Recent approaches to language processing have focused either on individual cognitive processes in producing and understanding language or on social cognitive factors in interactive conversation. Although the cognitive and social approaches to language processing would seem to have little theoretical or methodological common ground, the goal of this book is to encourage the merging of these two traditions.

In Ontological Semantics, Sergei Nirenburg and Victor Raskin introduce a comprehensive approach to the treatment of text meaning by computer. Arguing that being able to use meaning is crucial to the success of natural language processing (NLP) applications, they depart from the ad hoc approach to meaning taken by much of the NLP community and propose theory-based semantic methods.

A Comparative Approach

The search for origins of communication in a wide variety of species including humans is rapidly becoming a thoroughly interdisciplinary enterprise. In this volume, scientists engaged in the fields of evolutionary biology, linguistics, animal behavior, developmental psychology, philosophy, the cognitive sciences, robotics, and neural network modeling come together to explore a comparative approach to the evolution of communication systems.

This highly original monograph treats movement operations within the Minimalist Program. Jairo Nunes argues that traces are not grammatical primitives and that their properties follow from deeper features of the system, and, in particular, that the phonetic realization of traces is determined by linearization computations coupled with economy conditions regarding deletion. He proposes a version of the copy theory of movement according to which movement must be construed as a description of the interaction of the independent operations Copy, Merge, Form Chain, and Chain Reduction.

This is a representative collection of the work of one of the world's leading scholars in the area of speech acoustics. It follows the development over the past 15 years of research presented in the author's previous publications on speech analysis, feature theory, and applications to language descriptions. Most of the articles have had very restricted distribution—many appearing only in the Quarterly Progress Reports issued by Dr. Fant's laboratory.

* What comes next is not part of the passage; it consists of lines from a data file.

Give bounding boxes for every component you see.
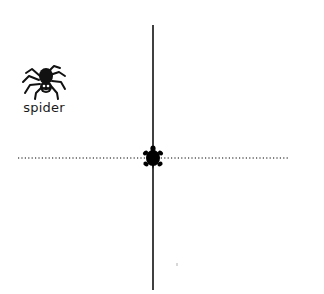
spider-icon <box>20 63 68 101</box>
turtle[interactable] <box>141 145 165 170</box>
sprite-name-label: spider <box>16 100 72 115</box>
turtle-icon <box>141 145 165 170</box>
drawing-canvas[interactable]: spider <box>0 0 324 294</box>
sprite-spider[interactable]: spider <box>16 62 72 120</box>
stray-mark <box>176 263 178 266</box>
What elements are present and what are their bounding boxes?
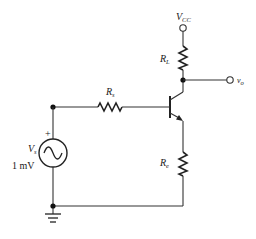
output-terminal: vo (227, 76, 245, 86)
source-resistor: Rs (98, 86, 122, 111)
collector-lead (170, 92, 183, 100)
svg-text:Re: Re (159, 157, 169, 169)
rs-label: R (105, 86, 112, 97)
svg-text:vo: vo (237, 76, 245, 86)
svg-text:Vs: Vs (28, 143, 37, 155)
emitter-resistor: Re (159, 152, 187, 176)
rl-label: R (159, 53, 166, 64)
rl-subscript: L (165, 58, 170, 65)
vo-subscript: o (241, 79, 245, 86)
emitter-arrow-icon (176, 115, 183, 121)
svg-text:VCC: VCC (176, 11, 191, 23)
vcc-terminal: VCC (176, 11, 191, 31)
svg-text:RL: RL (159, 53, 170, 65)
polarity-plus: + (45, 128, 51, 139)
load-resistor: RL (159, 46, 187, 70)
re-subscript: e (166, 162, 169, 169)
svg-text:Rs: Rs (105, 86, 115, 98)
ac-voltage-source: + Vs 1 mV (12, 128, 67, 171)
resistor-zigzag-icon (179, 152, 187, 176)
resistor-zigzag-icon (179, 46, 187, 70)
re-label: R (159, 157, 166, 168)
resistor-zigzag-icon (98, 103, 122, 111)
ground-icon (45, 214, 61, 222)
circuit-diagram: VCC RL vo Rs + Vs 1 mV (0, 0, 256, 239)
rs-subscript: s (112, 91, 115, 98)
ground-node (50, 203, 55, 208)
vs-subscript: s (34, 148, 37, 155)
npn-transistor (170, 89, 183, 152)
vcc-subscript: CC (182, 16, 191, 23)
vs-value: 1 mV (12, 160, 35, 171)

Essays on Minimalist Syntax in Honor of Howard Lasnik

This collection of essays presents an up-to-date overview of research in the minimalist program of linguistic theory. The book includes a new essay by Noam Chomsky as well as original contributions from other renowned linguists.Contributors : Andrew Barss, Zeljko Boskovic, Noam Chomsky, Hamida Demirdache, Hiroto Hoshi, Kyle Johnson, Roger Martin, Keiko Murasugi, Javier Ormazabal, Mamoru Saito, Daiko Takahashi, Juan Uriagereka, Myriam Uribe-Extebarria, Ewa Willim.